Segment Open

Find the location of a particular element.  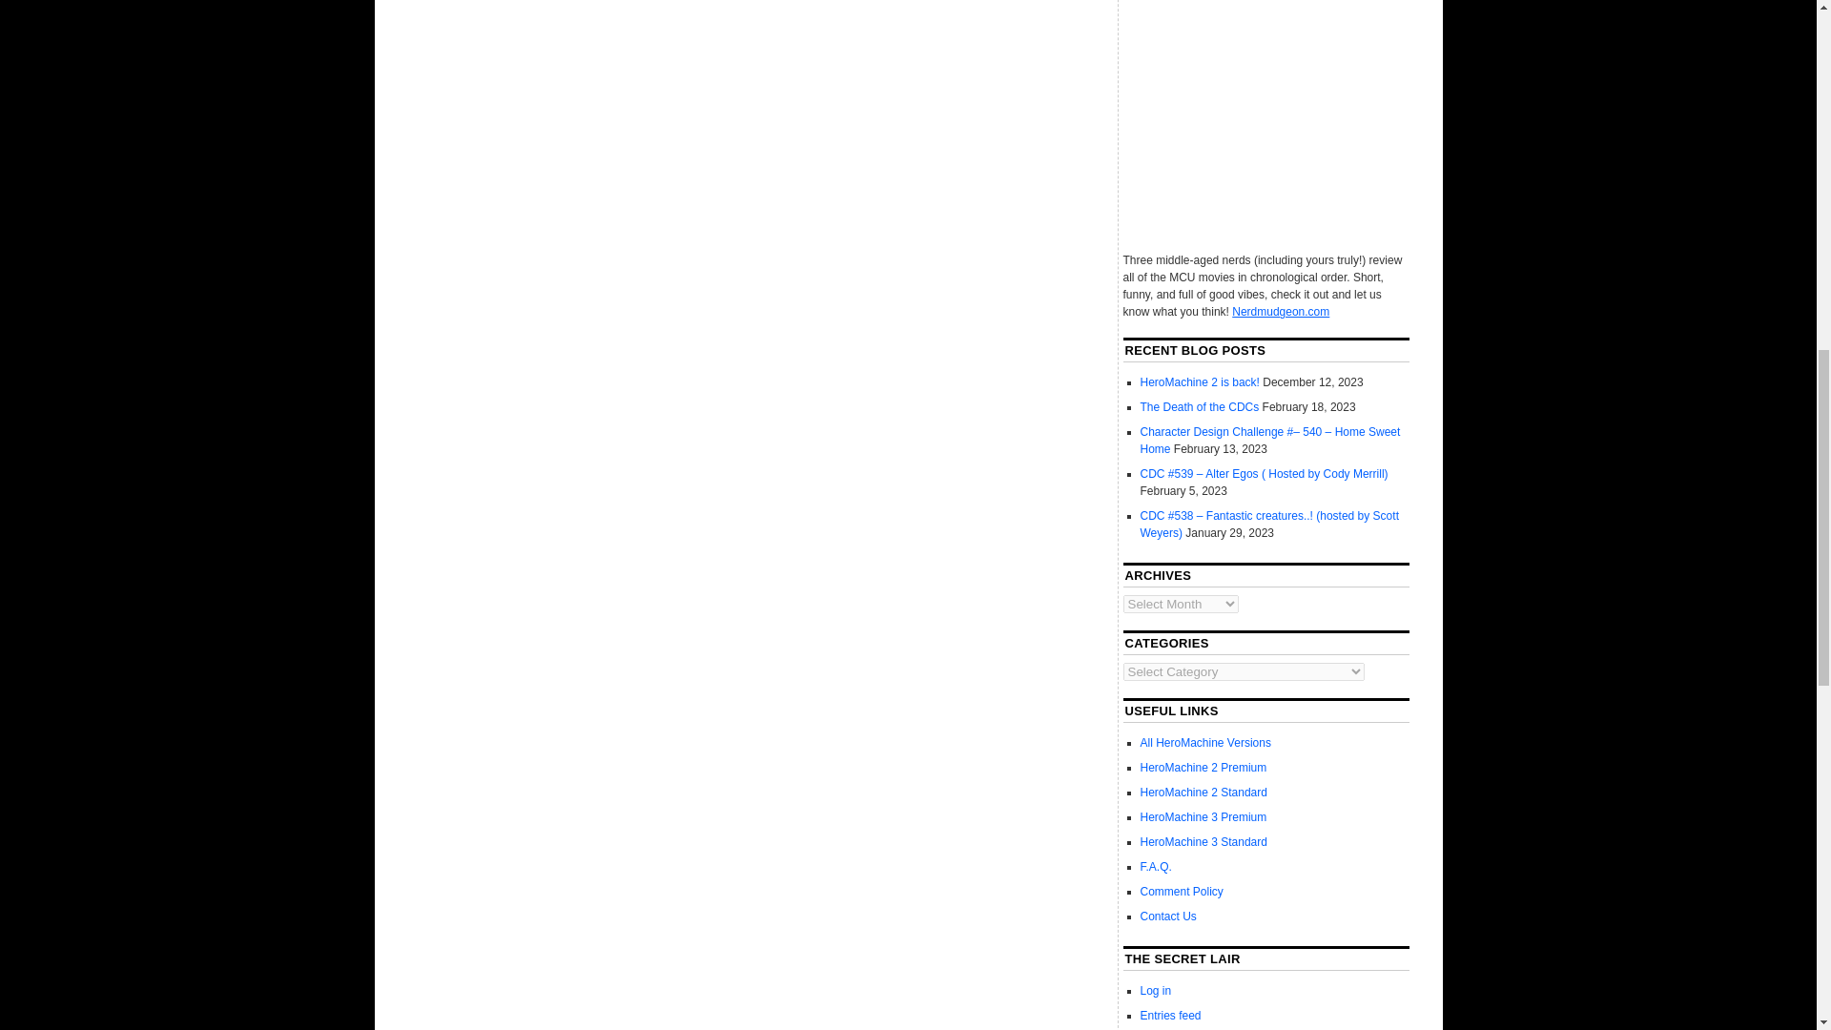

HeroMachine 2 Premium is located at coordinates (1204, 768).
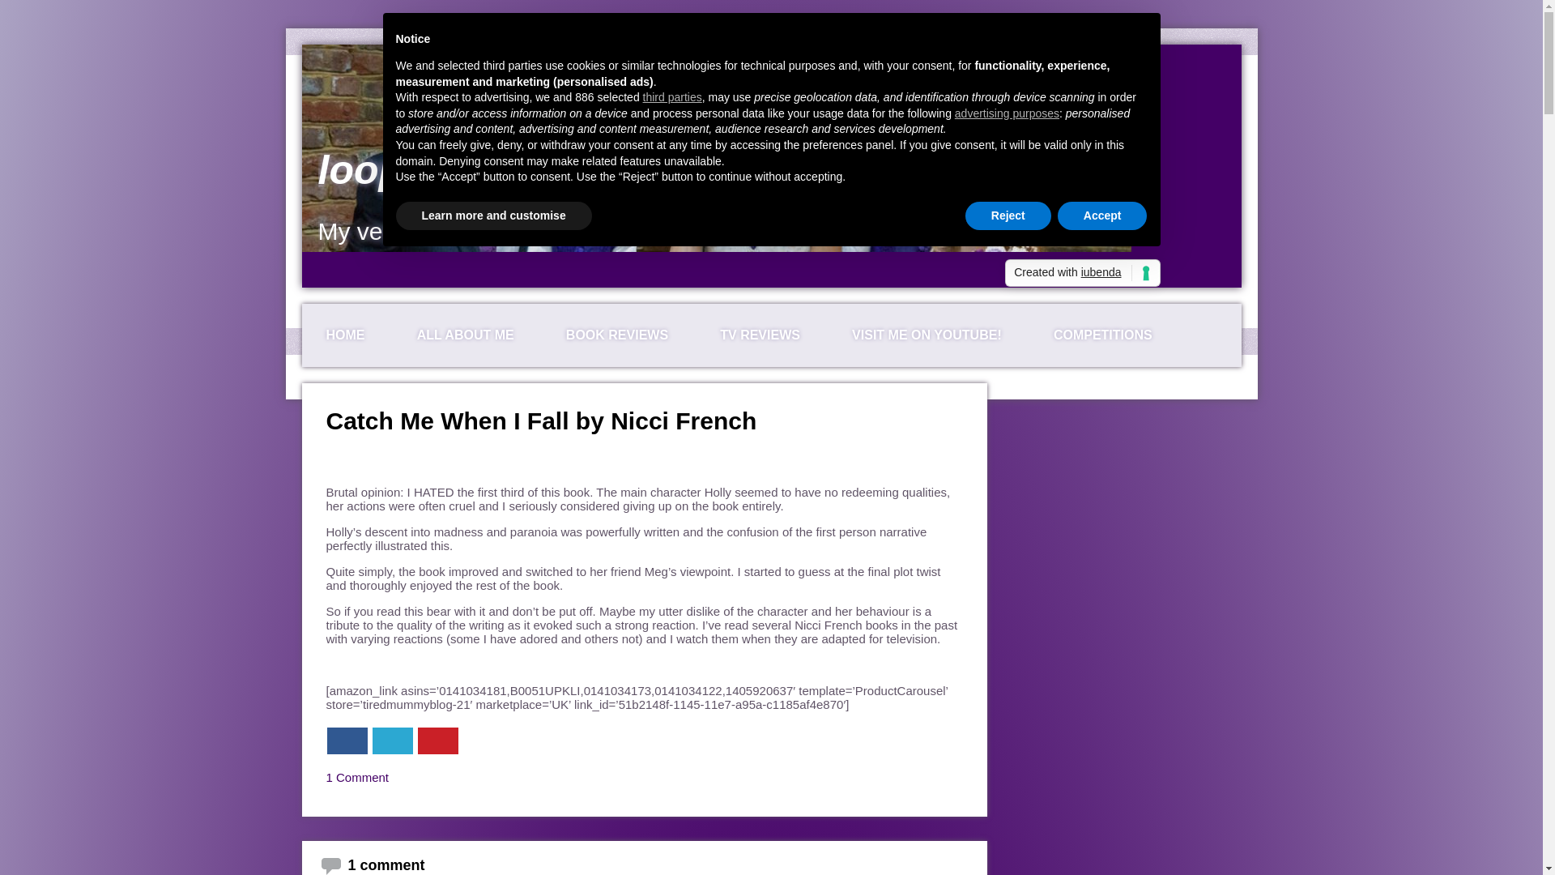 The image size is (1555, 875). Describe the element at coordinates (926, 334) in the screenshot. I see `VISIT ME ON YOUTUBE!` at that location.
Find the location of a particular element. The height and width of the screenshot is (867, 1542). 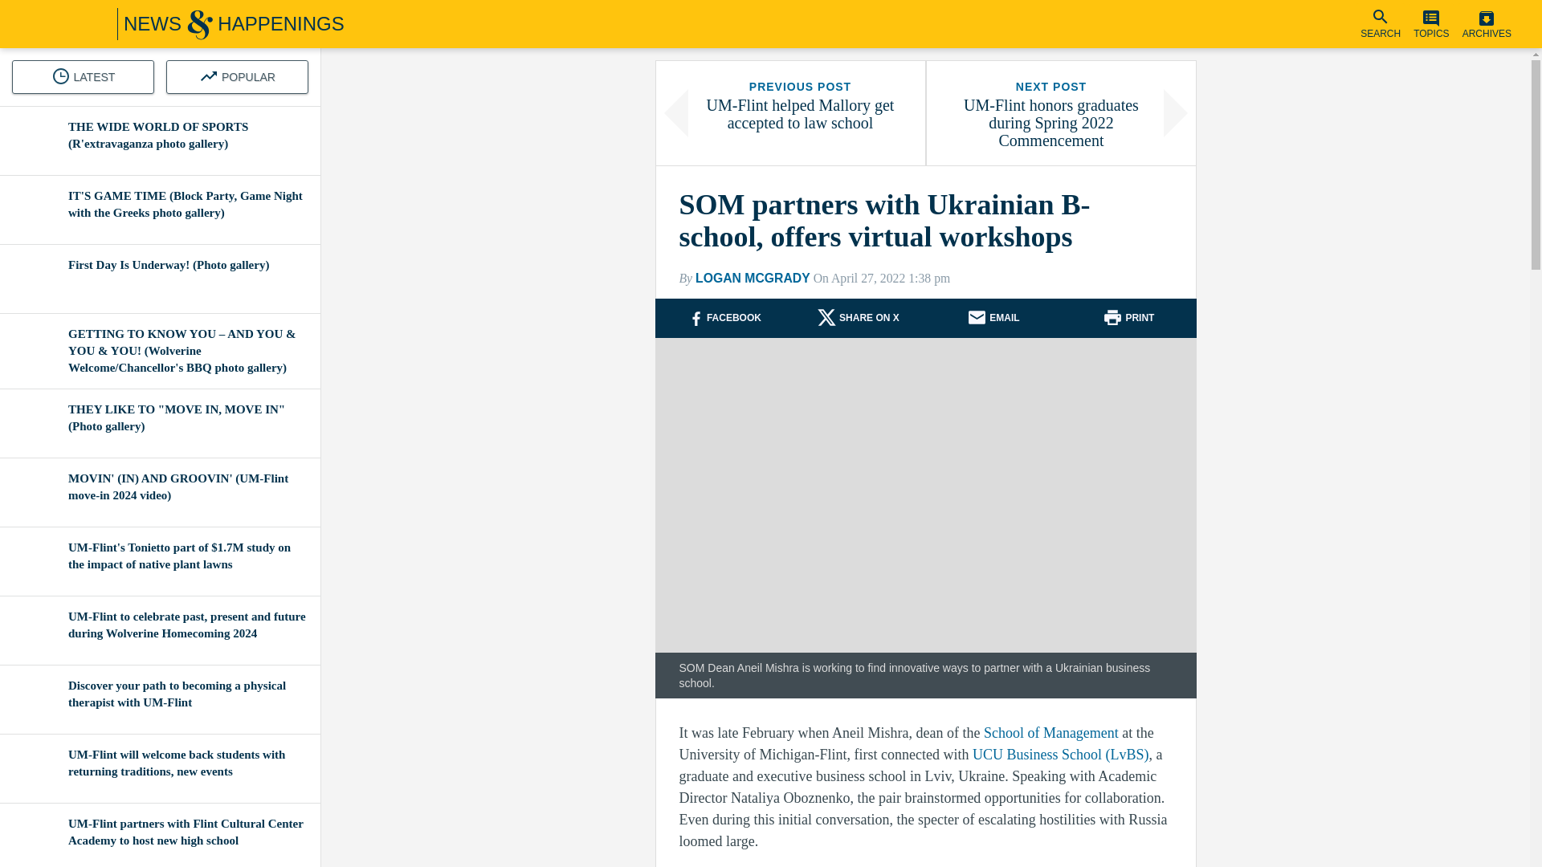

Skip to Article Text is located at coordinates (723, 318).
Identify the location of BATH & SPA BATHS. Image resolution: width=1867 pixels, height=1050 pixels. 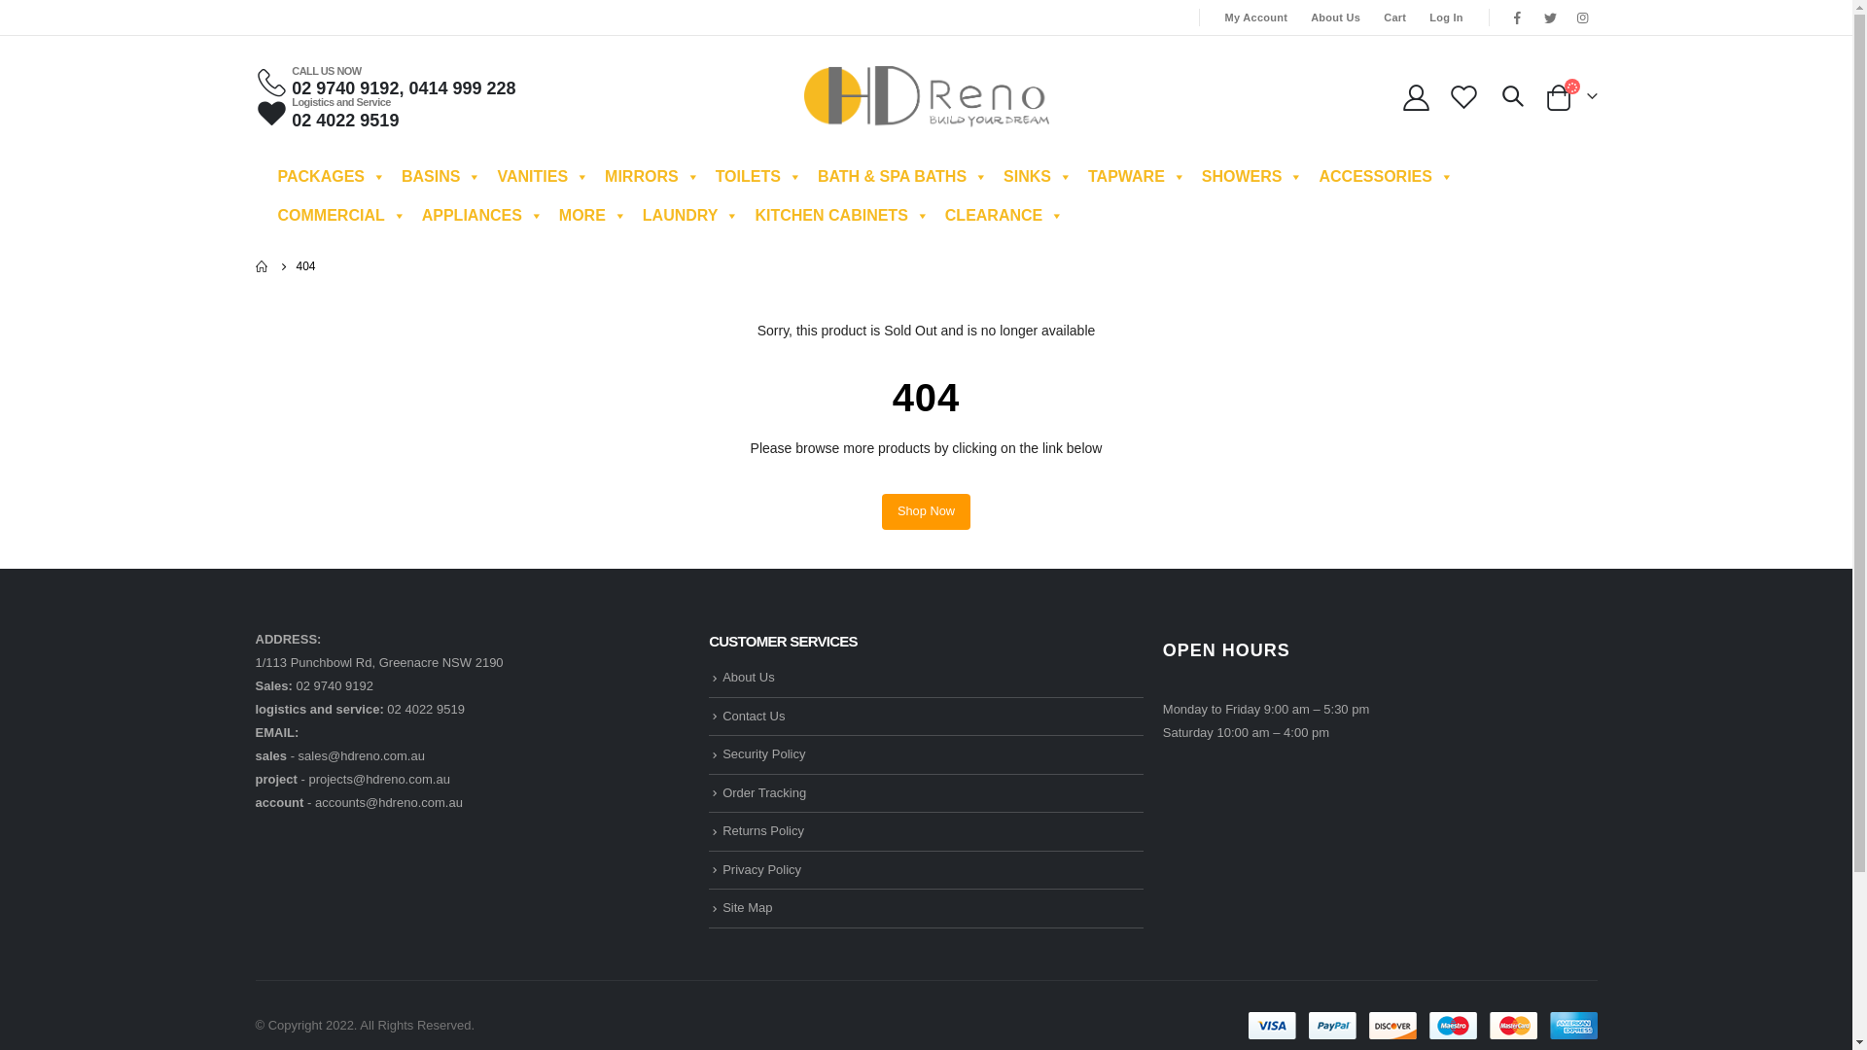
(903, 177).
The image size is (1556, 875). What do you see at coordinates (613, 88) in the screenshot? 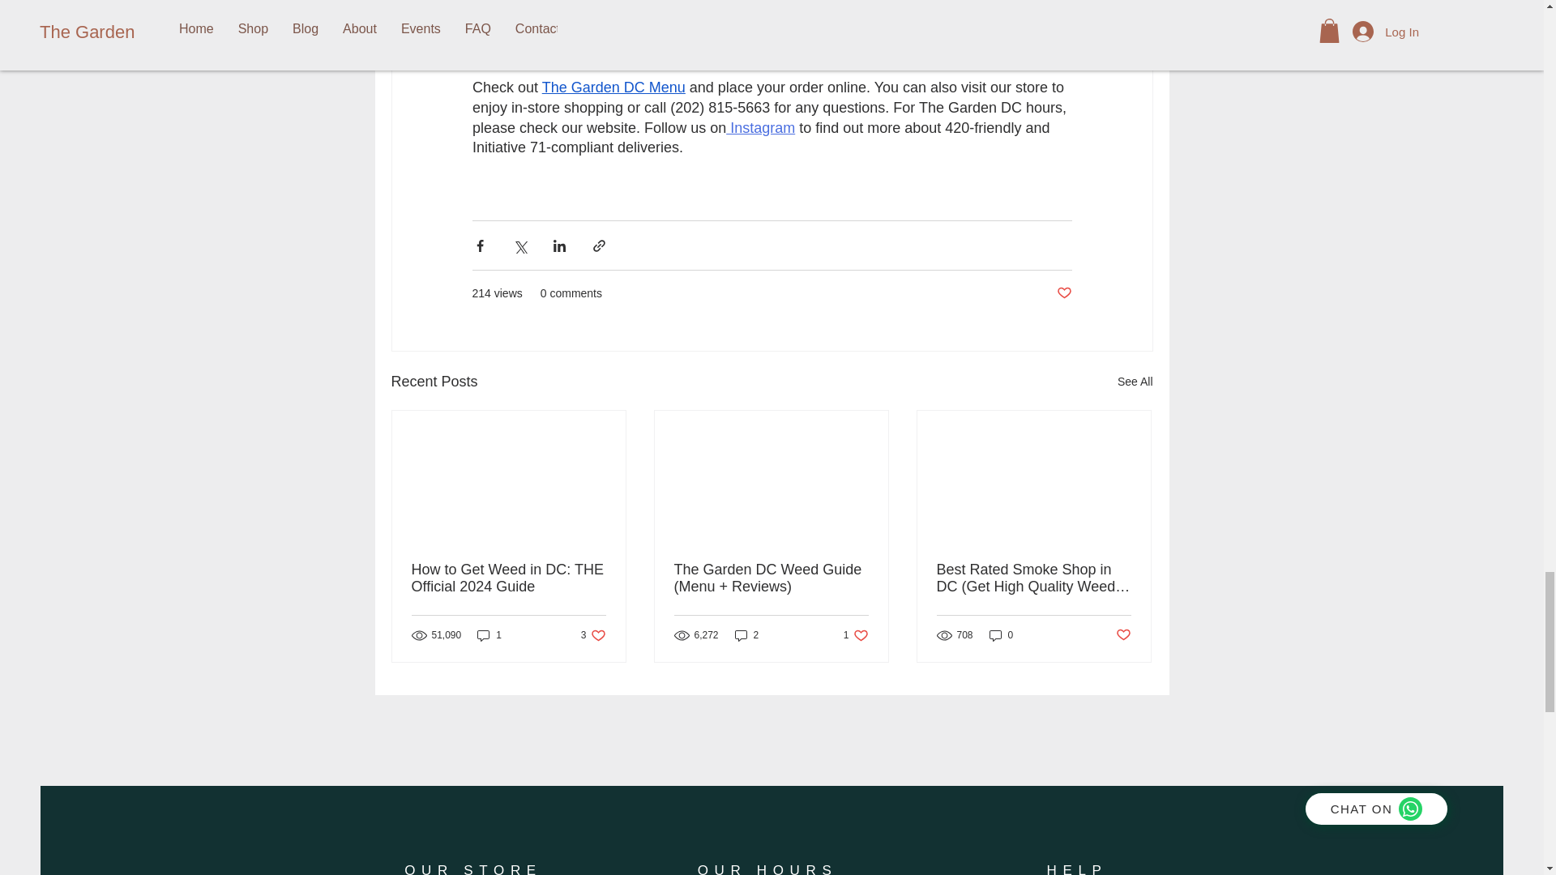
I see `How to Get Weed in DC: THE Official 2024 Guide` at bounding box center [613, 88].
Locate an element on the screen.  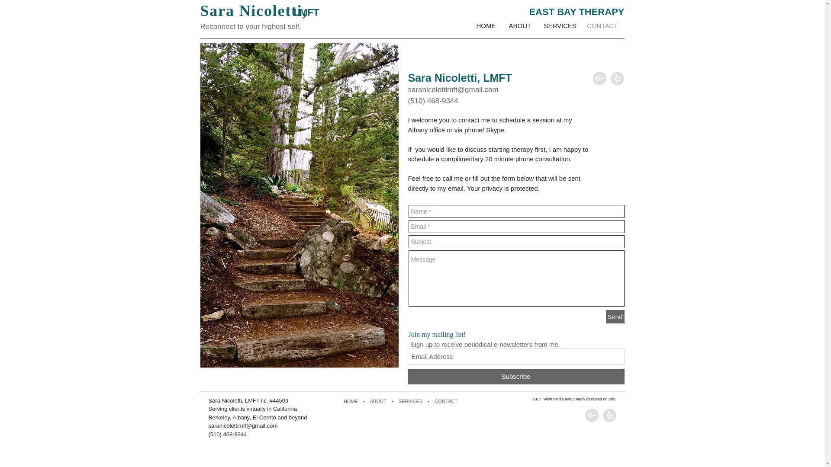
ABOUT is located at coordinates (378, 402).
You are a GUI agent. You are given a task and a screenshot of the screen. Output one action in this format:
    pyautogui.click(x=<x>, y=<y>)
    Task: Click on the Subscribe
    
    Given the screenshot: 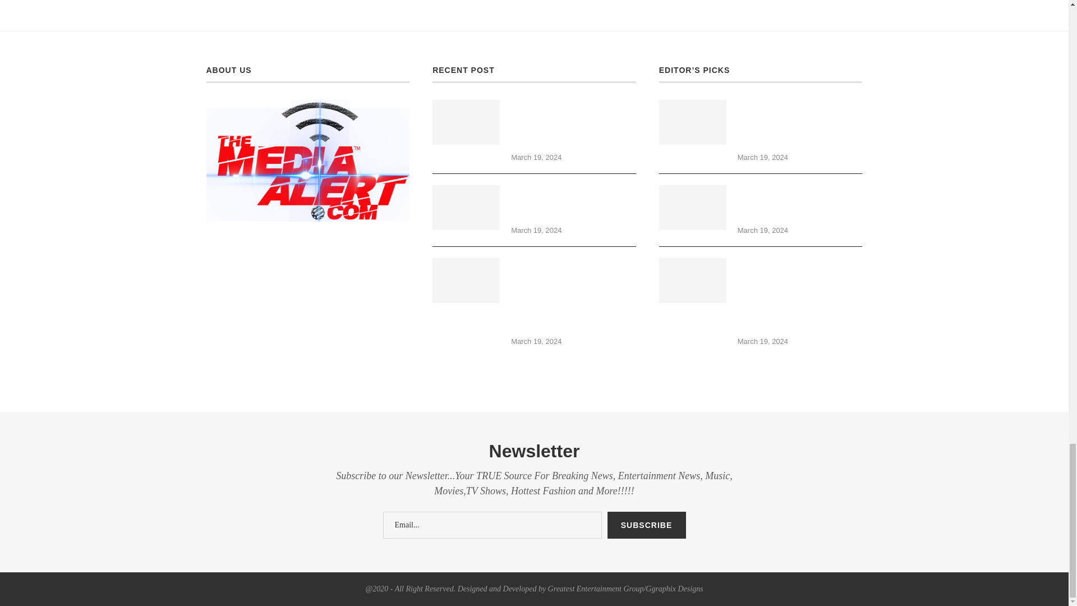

Segment Closed

**TASK REQUIREMENTS:** Leaving every picture out, write out exactly the lines from the one that holds "The image size is (1556, 875)." through the end of the listing, both included.

**TASK RESULT:**
The image size is (1556, 875). What do you see at coordinates (613, 88) in the screenshot? 
I see `How to Get Weed in DC: THE Official 2024 Guide` at bounding box center [613, 88].
Locate an element on the screen.  
ABOUT is located at coordinates (378, 402).
You are a GUI agent. You are given a task and a screenshot of the screen. Output one action in this format:
    pyautogui.click(x=<x>, y=<y>)
    Task: Click on the Subscribe
    
    Given the screenshot: 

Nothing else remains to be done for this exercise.